A Progressive Web App (PWA) is a type of web application that uses modern browser APIs and best practices to deliver an experience comparable to a native mobile app. The concept was introduced by Google in 2015. PWAs are built with standard web technologies (HTML, CSS, JavaScript) but behave more like apps.
Core PWA Technologies
- Service Worker — A JavaScript script that runs in the background, intercepts network requests, manages caches, and enables offline functionality and push notifications.
- Web App Manifest — A JSON file (
manifest.json) that defines the app's name, icons, theme colour, and display mode (standalone, fullscreen). Enables "Add to Home Screen". - HTTPS — Required for service workers and the security of sensitive features.
PWA Features
- Offline support — Service workers cache assets; the app works without a network connection.
- Installable — Users can add the PWA to their home screen without an app store.
- Push notifications — Re-engage users even when the browser is closed.
- Background sync — Queue actions when offline and sync when the connection returns.
PWA vs Native App
- PWAs are discoverable via search engines; native apps are not.
- PWAs have a single codebase for all platforms; native apps need separate iOS and Android versions.
- Native apps have deeper hardware access (Bluetooth, NFC); PWAs are catching up but still lag on iOS.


§ **Task details**: Word for word, transcribe the lines below and drop the pictures.

[Data excerpts]
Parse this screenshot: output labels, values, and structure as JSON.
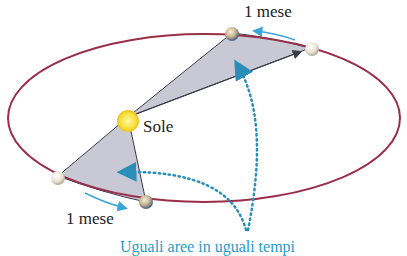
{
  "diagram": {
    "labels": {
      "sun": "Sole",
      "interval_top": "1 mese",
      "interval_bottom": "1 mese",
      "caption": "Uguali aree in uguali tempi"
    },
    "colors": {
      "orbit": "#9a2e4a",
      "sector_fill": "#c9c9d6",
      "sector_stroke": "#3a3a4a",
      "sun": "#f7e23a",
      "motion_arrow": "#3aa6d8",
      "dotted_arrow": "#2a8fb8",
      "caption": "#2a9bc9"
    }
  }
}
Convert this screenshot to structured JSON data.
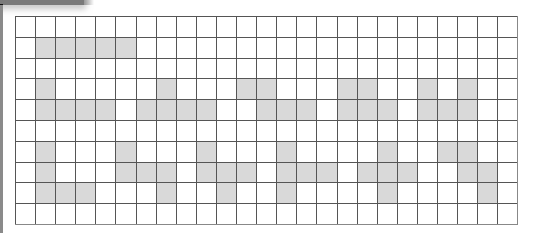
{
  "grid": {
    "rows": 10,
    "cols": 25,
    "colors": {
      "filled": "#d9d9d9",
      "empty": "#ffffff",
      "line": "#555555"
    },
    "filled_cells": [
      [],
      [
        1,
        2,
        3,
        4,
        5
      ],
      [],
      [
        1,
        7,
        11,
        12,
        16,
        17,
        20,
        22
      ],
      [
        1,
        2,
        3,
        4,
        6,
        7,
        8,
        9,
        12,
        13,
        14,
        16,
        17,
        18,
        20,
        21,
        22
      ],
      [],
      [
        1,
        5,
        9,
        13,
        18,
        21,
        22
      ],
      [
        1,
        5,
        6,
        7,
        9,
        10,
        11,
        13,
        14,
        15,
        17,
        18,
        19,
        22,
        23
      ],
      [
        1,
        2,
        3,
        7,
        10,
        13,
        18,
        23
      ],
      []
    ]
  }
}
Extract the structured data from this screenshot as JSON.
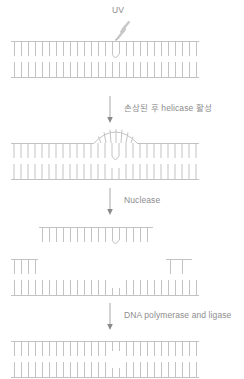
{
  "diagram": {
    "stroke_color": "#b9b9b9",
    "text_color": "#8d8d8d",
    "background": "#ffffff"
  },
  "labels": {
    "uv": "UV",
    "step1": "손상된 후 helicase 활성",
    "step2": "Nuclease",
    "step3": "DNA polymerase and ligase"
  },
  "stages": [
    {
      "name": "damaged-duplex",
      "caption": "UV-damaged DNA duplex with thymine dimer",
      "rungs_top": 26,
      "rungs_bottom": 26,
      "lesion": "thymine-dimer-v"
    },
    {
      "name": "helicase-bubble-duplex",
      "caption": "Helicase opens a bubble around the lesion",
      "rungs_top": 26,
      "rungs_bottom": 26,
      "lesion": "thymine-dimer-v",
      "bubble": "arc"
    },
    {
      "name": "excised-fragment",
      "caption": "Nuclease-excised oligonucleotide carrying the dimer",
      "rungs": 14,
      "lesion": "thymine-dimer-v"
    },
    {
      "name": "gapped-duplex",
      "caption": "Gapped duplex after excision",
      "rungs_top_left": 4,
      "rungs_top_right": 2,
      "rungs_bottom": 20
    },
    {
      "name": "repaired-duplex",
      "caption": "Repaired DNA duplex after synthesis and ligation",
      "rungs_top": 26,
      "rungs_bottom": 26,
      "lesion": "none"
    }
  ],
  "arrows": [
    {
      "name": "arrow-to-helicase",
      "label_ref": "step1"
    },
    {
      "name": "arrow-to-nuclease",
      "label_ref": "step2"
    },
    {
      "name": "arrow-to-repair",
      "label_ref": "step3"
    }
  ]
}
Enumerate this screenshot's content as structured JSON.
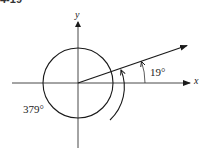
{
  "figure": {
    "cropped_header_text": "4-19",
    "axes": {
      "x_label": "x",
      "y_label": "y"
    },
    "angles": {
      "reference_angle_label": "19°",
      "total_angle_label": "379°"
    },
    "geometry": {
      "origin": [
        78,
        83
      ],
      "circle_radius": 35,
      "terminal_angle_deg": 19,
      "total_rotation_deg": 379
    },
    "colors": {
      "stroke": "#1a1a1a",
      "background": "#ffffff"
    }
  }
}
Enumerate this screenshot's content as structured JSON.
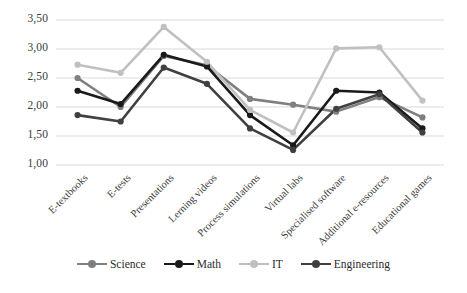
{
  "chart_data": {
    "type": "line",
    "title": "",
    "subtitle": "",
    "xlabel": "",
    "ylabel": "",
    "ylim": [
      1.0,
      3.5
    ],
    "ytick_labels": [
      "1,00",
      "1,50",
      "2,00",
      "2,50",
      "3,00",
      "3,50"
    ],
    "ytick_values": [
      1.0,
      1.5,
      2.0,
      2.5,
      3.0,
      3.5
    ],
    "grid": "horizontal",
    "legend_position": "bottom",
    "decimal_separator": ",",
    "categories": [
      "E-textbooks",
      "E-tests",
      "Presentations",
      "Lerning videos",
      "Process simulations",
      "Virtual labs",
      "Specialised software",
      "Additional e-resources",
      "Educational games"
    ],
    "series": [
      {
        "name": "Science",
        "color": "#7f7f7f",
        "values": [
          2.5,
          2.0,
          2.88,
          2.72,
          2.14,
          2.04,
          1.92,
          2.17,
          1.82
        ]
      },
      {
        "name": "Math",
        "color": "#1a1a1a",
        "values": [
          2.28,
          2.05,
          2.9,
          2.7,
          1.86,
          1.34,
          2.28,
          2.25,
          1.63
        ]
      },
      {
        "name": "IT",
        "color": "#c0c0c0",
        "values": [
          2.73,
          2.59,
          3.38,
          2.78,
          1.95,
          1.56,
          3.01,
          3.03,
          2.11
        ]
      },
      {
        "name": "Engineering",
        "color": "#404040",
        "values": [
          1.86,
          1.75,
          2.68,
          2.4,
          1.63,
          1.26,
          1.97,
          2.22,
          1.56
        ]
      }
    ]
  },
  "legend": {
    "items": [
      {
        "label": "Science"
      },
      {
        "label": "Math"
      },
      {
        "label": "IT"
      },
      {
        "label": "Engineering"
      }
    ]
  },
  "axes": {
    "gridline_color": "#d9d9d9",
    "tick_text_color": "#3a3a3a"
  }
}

§ **Task result**:
Parse this screenshot: output labels, values, and structure as JSON.
{
  "diagram": {
    "labels": {
      "sun": "Sole",
      "interval_top": "1 mese",
      "interval_bottom": "1 mese",
      "caption": "Uguali aree in uguali tempi"
    },
    "colors": {
      "orbit": "#9a2e4a",
      "sector_fill": "#c9c9d6",
      "sector_stroke": "#3a3a4a",
      "sun": "#f7e23a",
      "motion_arrow": "#3aa6d8",
      "dotted_arrow": "#2a8fb8",
      "caption": "#2a9bc9"
    }
  }
}
Convert this screenshot to structured JSON data.
{
  "grid": {
    "rows": 10,
    "cols": 25,
    "colors": {
      "filled": "#d9d9d9",
      "empty": "#ffffff",
      "line": "#555555"
    },
    "filled_cells": [
      [],
      [
        1,
        2,
        3,
        4,
        5
      ],
      [],
      [
        1,
        7,
        11,
        12,
        16,
        17,
        20,
        22
      ],
      [
        1,
        2,
        3,
        4,
        6,
        7,
        8,
        9,
        12,
        13,
        14,
        16,
        17,
        18,
        20,
        21,
        22
      ],
      [],
      [
        1,
        5,
        9,
        13,
        18,
        21,
        22
      ],
      [
        1,
        5,
        6,
        7,
        9,
        10,
        11,
        13,
        14,
        15,
        17,
        18,
        19,
        22,
        23
      ],
      [
        1,
        2,
        3,
        7,
        10,
        13,
        18,
        23
      ],
      []
    ]
  }
}
Extract the structured data from this screenshot as JSON.
{
  "diagram": {
    "stroke_color": "#b9b9b9",
    "text_color": "#8d8d8d",
    "background": "#ffffff"
  },
  "labels": {
    "uv": "UV",
    "step1": "손상된 후 helicase 활성",
    "step2": "Nuclease",
    "step3": "DNA polymerase and ligase"
  },
  "stages": [
    {
      "name": "damaged-duplex",
      "caption": "UV-damaged DNA duplex with thymine dimer",
      "rungs_top": 26,
      "rungs_bottom": 26,
      "lesion": "thymine-dimer-v"
    },
    {
      "name": "helicase-bubble-duplex",
      "caption": "Helicase opens a bubble around the lesion",
      "rungs_top": 26,
      "rungs_bottom": 26,
      "lesion": "thymine-dimer-v",
      "bubble": "arc"
    },
    {
      "name": "excised-fragment",
      "caption": "Nuclease-excised oligonucleotide carrying the dimer",
      "rungs": 14,
      "lesion": "thymine-dimer-v"
    },
    {
      "name": "gapped-duplex",
      "caption": "Gapped duplex after excision",
      "rungs_top_left": 4,
      "rungs_top_right": 2,
      "rungs_bottom": 20
    },
    {
      "name": "repaired-duplex",
      "caption": "Repaired DNA duplex after synthesis and ligation",
      "rungs_top": 26,
      "rungs_bottom": 26,
      "lesion": "none"
    }
  ],
  "arrows": [
    {
      "name": "arrow-to-helicase",
      "label_ref": "step1"
    },
    {
      "name": "arrow-to-nuclease",
      "label_ref": "step2"
    },
    {
      "name": "arrow-to-repair",
      "label_ref": "step3"
    }
  ]
}
Enumerate this screenshot's content as structured JSON.
{
  "figure": {
    "cropped_header_text": "4-19",
    "axes": {
      "x_label": "x",
      "y_label": "y"
    },
    "angles": {
      "reference_angle_label": "19°",
      "total_angle_label": "379°"
    },
    "geometry": {
      "origin": [
        78,
        83
      ],
      "circle_radius": 35,
      "terminal_angle_deg": 19,
      "total_rotation_deg": 379
    },
    "colors": {
      "stroke": "#1a1a1a",
      "background": "#ffffff"
    }
  }
}
Enumerate this screenshot's content as structured JSON.
{
  "chart_data": {
    "type": "line",
    "title": "",
    "subtitle": "",
    "xlabel": "",
    "ylabel": "",
    "ylim": [
      1.0,
      3.5
    ],
    "ytick_labels": [
      "1,00",
      "1,50",
      "2,00",
      "2,50",
      "3,00",
      "3,50"
    ],
    "ytick_values": [
      1.0,
      1.5,
      2.0,
      2.5,
      3.0,
      3.5
    ],
    "grid": "horizontal",
    "legend_position": "bottom",
    "decimal_separator": ",",
    "categories": [
      "E-textbooks",
      "E-tests",
      "Presentations",
      "Lerning videos",
      "Process simulations",
      "Virtual labs",
      "Specialised software",
      "Additional e-resources",
      "Educational games"
    ],
    "series": [
      {
        "name": "Science",
        "color": "#7f7f7f",
        "values": [
          2.5,
          2.0,
          2.88,
          2.72,
          2.14,
          2.04,
          1.92,
          2.17,
          1.82
        ]
      },
      {
        "name": "Math",
        "color": "#1a1a1a",
        "values": [
          2.28,
          2.05,
          2.9,
          2.7,
          1.86,
          1.34,
          2.28,
          2.25,
          1.63
        ]
      },
      {
        "name": "IT",
        "color": "#c0c0c0",
        "values": [
          2.73,
          2.59,
          3.38,
          2.78,
          1.95,
          1.56,
          3.01,
          3.03,
          2.11
        ]
      },
      {
        "name": "Engineering",
        "color": "#404040",
        "values": [
          1.86,
          1.75,
          2.68,
          2.4,
          1.63,
          1.26,
          1.97,
          2.22,
          1.56
        ]
      }
    ]
  },
  "legend": {
    "items": [
      {
        "label": "Science"
      },
      {
        "label": "Math"
      },
      {
        "label": "IT"
      },
      {
        "label": "Engineering"
      }
    ]
  },
  "axes": {
    "gridline_color": "#d9d9d9",
    "tick_text_color": "#3a3a3a"
  }
}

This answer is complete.